There’s some fancy footwork going on, but the New York Times doesn’t seem willing to deal with it head on. Let’s consider a short section of an article on the New York Times’ website, headlined U.S. Plans ‘for Worst’ in Gulf, Seeing Risk in Leak Strategy. The section deals with BP’s culpability:

Mr. Dudley denied that BP, the British oil company, had cut corners in drilling the original well. He shrugged off a report Sunday in The New York Times that said that as far back as last June BP engineers expressed concern that the metal casing the company wanted to use might collapse under pressure.

“The casing designs that are used in the Gulf of Mexico, we’ve used those in other places,” he said. “I think those are statements that an investigation needs to go through and look at. Cutting corners is not the way I describe how we do our business.”

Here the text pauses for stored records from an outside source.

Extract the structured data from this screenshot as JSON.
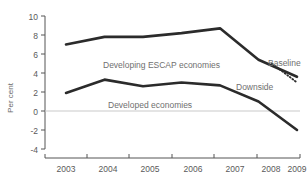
{
  "chart_data": {
    "type": "line",
    "title": "",
    "xlabel": "",
    "ylabel": "Per cent",
    "categories": [
      "2003",
      "2004",
      "2005",
      "2006",
      "2007",
      "2008",
      "2009"
    ],
    "x": [
      2003,
      2004,
      2005,
      2006,
      2007,
      2008,
      2009
    ],
    "ylim": [
      -4,
      10
    ],
    "xlim": [
      2003,
      2009
    ],
    "yticks": [
      "10",
      "8",
      "6",
      "4",
      "2",
      "0",
      "-2",
      "-4"
    ],
    "ytick_values": [
      10,
      8,
      6,
      4,
      2,
      0,
      -2,
      -4
    ],
    "grid": false,
    "legend_position": "inline-annotations",
    "zero_line": true,
    "series": [
      {
        "name": "Developing ESCAP economies",
        "style": "solid",
        "color": "#2b2b2b",
        "x": [
          2003,
          2004,
          2005,
          2006,
          2007,
          2008,
          2009
        ],
        "values": [
          7.0,
          7.8,
          7.8,
          8.2,
          8.7,
          5.4,
          3.6
        ]
      },
      {
        "name": "Downside",
        "style": "dotted",
        "color": "#2b2b2b",
        "x": [
          2008.35,
          2009
        ],
        "values": [
          5.0,
          3.0
        ]
      },
      {
        "name": "Developed economies",
        "style": "solid",
        "color": "#2b2b2b",
        "x": [
          2003,
          2004,
          2005,
          2006,
          2007,
          2008,
          2009
        ],
        "values": [
          1.9,
          3.3,
          2.6,
          3.0,
          2.7,
          1.0,
          -2.0
        ]
      }
    ],
    "annotations": [
      {
        "key": "developing",
        "text": "Developing ESCAP economies",
        "x": 103,
        "y": 68
      },
      {
        "key": "developed",
        "text": "Developed economies",
        "x": 108,
        "y": 108
      },
      {
        "key": "baseline",
        "text": "Baseline",
        "x": 268,
        "y": 66
      },
      {
        "key": "downside",
        "text": "Downside",
        "x": 236,
        "y": 90
      }
    ]
  },
  "axes": {
    "y_title": "Per cent",
    "y_ticks": [
      "10",
      "8",
      "6",
      "4",
      "2",
      "0",
      "-2",
      "-4"
    ],
    "x_ticks": [
      "2003",
      "2004",
      "2005",
      "2006",
      "2007",
      "2008",
      "2009"
    ]
  }
}
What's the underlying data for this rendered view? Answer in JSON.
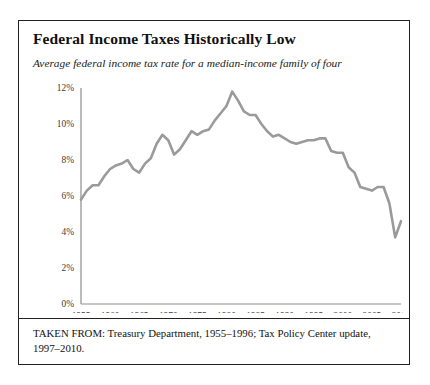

Right on its face, several questions (and answers) present themselves:

  • (1) Did BP’s managing director, Robert Dudley, as the Times summarizes, “den[y] that BP..had cut corners”? Actually not. What he said was that “cutting corners is not the way I describe how we do business.” That might sound like splitting hairs, but with liability like BP faces, splitting hairs is about everything. He didn’t actually deny that the company had cut corners. He simply said that he doesn’t describe that as a company policy. But then, what company actually announces that it cuts corners? So, what he said was technically true, while meaning nothing.
  • (2) Did Dudley directly dispute the claim, paraphrased by the Times, that “as far back as last June BP engineers expressed concern that the metal casing….might collapse under pressure?” Nope. He simply noted that the company had used the same casing designs elsewhere. But that in no way disputes that the engineers registered their doubts—about using that casing in that particular location at that depth.

The very nature of his statements is misleading. And that needs to be pointed out, explicitly, to the public.

  • http://welcome-to-pottersville2.blogspot.com Suzan

    Thanks for all you do, Russ.

    Hope you don’t mind that I’m publishing most of this essay (with full credit to you by a link, of course) because you make this case better than anyone right now.

    S

  • http://www.jcrows.com J. Crow

    Black Swan V1.1_BP chief Tony Hayward sold shares weeks before oil spill_(just a coincidence)_http://bit.ly/ahXzSf

    Black Swan V 1.0_Goldman Sachs Dumps 44% of it’s BP Stock Weeks before Oil Rig Disaster_http://bit.ly/anJHxK

  • Cal

    Ah, Mr. Crow! Seems there were some mighty powerful premonitions occuring to certain well-heeled folks at juuuust the right time. Good thing for them they got out when they did. I’m sure when the smoke clears they’ll buy their newly-devalued shares back and watch them soar once again, as future BP execs turn their backs on the US in revenge for the costly slap on the wrist they just got from today’s crop of congressional enablers and sell their ever-so-valuable product to developing countries who are not as keen to hamstring their struggling economies with anti-climate-change regulations as our feds seem to be. Could this go down in history as one of the biggest and shadiest short-sell deals in human history? Actually, I wouldn’t put that or anything else past this gang of legalized criminals. For me, this whole thing smacked of false flagginess from the get go. It wouldn’t surprise me to find out (years and years after all the perps have slithered away from the wreckage with their pockets stuffed with greasy greenbacks) that this whole thing was deliberately executed to create another “crisis” by which to further expand the power of the US FedGov.